11 One technique to practice this is to “under-promise and over deliver.” Under promising doesn’t mean doing less than your best – delivering excellence is always important. Rather, it means giving yourself more room to produce a result than you think you will need. When estimating completion time, do your best to be accurate and then double the amount you determine. Ask for the double amount of time. Even if the other party needs it sooner than that, chances are doing so will buy you more time than you need – that’s an “under-promise” for you. Then you’ll have plenty of extra time to complete and deliver early – and pleasantly surprise the other person ahead of schedule, “over-delivering” great work. Of course an additional benefit is built in anticipation – if anything needs to be changed, there is still time to deliver, with changes, by the date originally promised. A simple, but effective concept to practice.
12 Similar to the children’s party game called “Telephone,” triangulation involves communications delivered through third parties rather than directly from the sender to the recipient, resulting in inaccuracies, misinterpretations, omissions and often altogether garbled messages.
13 See, Jerry Harvey, The Abilene Paradox, and Other Meditations on Management, Jossey-Bass (1996).

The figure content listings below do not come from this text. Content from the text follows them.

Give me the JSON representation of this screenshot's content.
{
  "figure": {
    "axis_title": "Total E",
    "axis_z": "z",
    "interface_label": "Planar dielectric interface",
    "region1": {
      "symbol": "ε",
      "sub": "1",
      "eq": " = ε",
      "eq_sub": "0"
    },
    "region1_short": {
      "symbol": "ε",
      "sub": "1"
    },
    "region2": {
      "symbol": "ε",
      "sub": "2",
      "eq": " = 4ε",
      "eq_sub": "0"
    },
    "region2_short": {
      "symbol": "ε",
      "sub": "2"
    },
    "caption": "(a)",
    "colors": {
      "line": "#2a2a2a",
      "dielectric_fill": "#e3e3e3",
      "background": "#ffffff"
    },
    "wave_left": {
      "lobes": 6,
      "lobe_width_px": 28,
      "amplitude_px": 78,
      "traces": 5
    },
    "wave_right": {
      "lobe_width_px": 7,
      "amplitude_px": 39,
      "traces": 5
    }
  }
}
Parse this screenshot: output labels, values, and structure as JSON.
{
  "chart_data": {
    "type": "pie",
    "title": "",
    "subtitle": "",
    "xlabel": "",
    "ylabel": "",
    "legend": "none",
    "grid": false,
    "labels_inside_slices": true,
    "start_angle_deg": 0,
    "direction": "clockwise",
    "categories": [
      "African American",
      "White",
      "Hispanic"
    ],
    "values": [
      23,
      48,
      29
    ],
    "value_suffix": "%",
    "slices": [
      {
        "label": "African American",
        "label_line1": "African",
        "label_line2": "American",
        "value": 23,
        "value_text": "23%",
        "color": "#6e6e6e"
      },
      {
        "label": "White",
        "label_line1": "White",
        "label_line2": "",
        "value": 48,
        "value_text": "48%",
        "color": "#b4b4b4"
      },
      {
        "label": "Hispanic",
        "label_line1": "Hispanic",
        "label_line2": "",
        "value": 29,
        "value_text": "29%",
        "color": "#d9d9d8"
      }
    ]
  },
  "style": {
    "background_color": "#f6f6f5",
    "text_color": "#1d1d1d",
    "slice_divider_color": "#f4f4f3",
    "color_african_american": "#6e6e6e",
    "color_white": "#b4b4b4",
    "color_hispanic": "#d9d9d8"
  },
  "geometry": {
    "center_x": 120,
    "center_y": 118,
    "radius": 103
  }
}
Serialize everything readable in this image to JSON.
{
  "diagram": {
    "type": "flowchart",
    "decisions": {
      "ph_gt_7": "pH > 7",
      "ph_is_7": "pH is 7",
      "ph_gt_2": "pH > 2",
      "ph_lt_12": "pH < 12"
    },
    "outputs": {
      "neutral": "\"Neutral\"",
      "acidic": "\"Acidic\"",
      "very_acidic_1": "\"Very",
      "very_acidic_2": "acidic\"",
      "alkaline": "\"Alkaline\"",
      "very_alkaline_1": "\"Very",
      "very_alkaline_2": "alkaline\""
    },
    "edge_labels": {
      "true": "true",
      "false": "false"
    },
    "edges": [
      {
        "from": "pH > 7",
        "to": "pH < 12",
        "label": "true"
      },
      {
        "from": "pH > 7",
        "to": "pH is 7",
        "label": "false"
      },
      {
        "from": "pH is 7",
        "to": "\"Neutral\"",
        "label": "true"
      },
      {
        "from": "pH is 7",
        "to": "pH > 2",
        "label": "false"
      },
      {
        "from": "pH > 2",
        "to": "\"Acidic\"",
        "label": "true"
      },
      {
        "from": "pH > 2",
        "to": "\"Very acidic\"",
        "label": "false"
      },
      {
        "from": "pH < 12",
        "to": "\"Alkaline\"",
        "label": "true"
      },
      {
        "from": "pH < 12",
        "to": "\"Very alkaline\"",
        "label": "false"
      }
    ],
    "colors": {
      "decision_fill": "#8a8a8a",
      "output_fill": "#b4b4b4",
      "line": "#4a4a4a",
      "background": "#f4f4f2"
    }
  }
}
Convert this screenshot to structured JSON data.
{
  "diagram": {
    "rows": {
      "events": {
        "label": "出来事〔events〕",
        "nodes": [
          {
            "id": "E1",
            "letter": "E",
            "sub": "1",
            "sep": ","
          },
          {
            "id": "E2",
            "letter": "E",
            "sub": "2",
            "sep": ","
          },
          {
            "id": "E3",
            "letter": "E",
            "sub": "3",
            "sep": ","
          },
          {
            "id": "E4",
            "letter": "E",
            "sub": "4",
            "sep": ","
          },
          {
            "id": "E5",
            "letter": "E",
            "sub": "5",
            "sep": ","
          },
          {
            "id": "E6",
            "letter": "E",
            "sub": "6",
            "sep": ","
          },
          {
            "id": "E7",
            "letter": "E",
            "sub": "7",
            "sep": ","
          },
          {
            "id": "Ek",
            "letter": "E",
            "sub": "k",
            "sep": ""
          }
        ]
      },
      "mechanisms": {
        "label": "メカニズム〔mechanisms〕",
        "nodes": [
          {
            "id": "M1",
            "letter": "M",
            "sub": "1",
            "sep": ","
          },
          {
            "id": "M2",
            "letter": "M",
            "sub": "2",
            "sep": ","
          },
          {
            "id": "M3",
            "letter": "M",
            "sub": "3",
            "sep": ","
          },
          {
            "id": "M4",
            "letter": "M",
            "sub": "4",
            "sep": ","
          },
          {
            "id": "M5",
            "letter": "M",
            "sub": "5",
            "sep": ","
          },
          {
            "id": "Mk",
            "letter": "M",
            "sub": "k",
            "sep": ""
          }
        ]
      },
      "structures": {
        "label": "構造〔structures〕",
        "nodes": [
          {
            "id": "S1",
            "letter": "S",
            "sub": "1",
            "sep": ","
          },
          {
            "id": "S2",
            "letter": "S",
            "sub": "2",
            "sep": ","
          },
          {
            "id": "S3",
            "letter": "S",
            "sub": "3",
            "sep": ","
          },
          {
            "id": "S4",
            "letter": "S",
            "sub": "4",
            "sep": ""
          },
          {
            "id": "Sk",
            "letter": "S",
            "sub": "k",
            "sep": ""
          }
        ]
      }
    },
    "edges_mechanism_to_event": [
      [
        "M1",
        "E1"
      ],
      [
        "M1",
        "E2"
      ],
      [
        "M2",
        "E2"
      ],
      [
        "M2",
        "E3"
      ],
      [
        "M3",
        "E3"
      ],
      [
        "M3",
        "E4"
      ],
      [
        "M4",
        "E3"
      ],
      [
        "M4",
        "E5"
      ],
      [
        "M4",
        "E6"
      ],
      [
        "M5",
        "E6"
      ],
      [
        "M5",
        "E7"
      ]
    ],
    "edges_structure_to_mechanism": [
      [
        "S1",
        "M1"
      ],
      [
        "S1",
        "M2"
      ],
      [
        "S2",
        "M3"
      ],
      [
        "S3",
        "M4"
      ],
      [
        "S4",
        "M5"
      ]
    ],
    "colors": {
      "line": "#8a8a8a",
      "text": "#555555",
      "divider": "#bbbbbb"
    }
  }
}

14 A survey of health care employees illustrates this important point. They ranked the following 10 job attributes as follows: 1. full appreciation of work done; 2. being included in on thing; 3. understanding of personal problems; 4. job security; 5. good wages; 6. interesting work; 7. opportunity for promotion and growth; 8. organizational loyalty to workers; 9. good working conditions; 10. tactful discipline. This information was updated with 1985 and 1995 statistics, showing subtle changes in ranking relative to changes in the health care industry. "Job security" rose to number 3 and was very narrowly behind number 2, "being included in on things." "Full appreciation of work done" remained first. See, Charles R. McConnell, The Effective Health Care Supervisor, 4th Ed., 1997.
15 The Apollo spacecraft was directly on course only about 5% of the time during its trip from the earth to the moon; the remainder of the time it was making course corrections. Likewise, a sailboat cannot optimally sail directly into the wind even if its destination is in that direction; it must tack back and forth making course corrections. Operating a law office is often a similar journey.
16 Joseph Jaworski, Synchronicity: The Inner Path of Leadership 182, Berrett-Koehler Publishers (1996).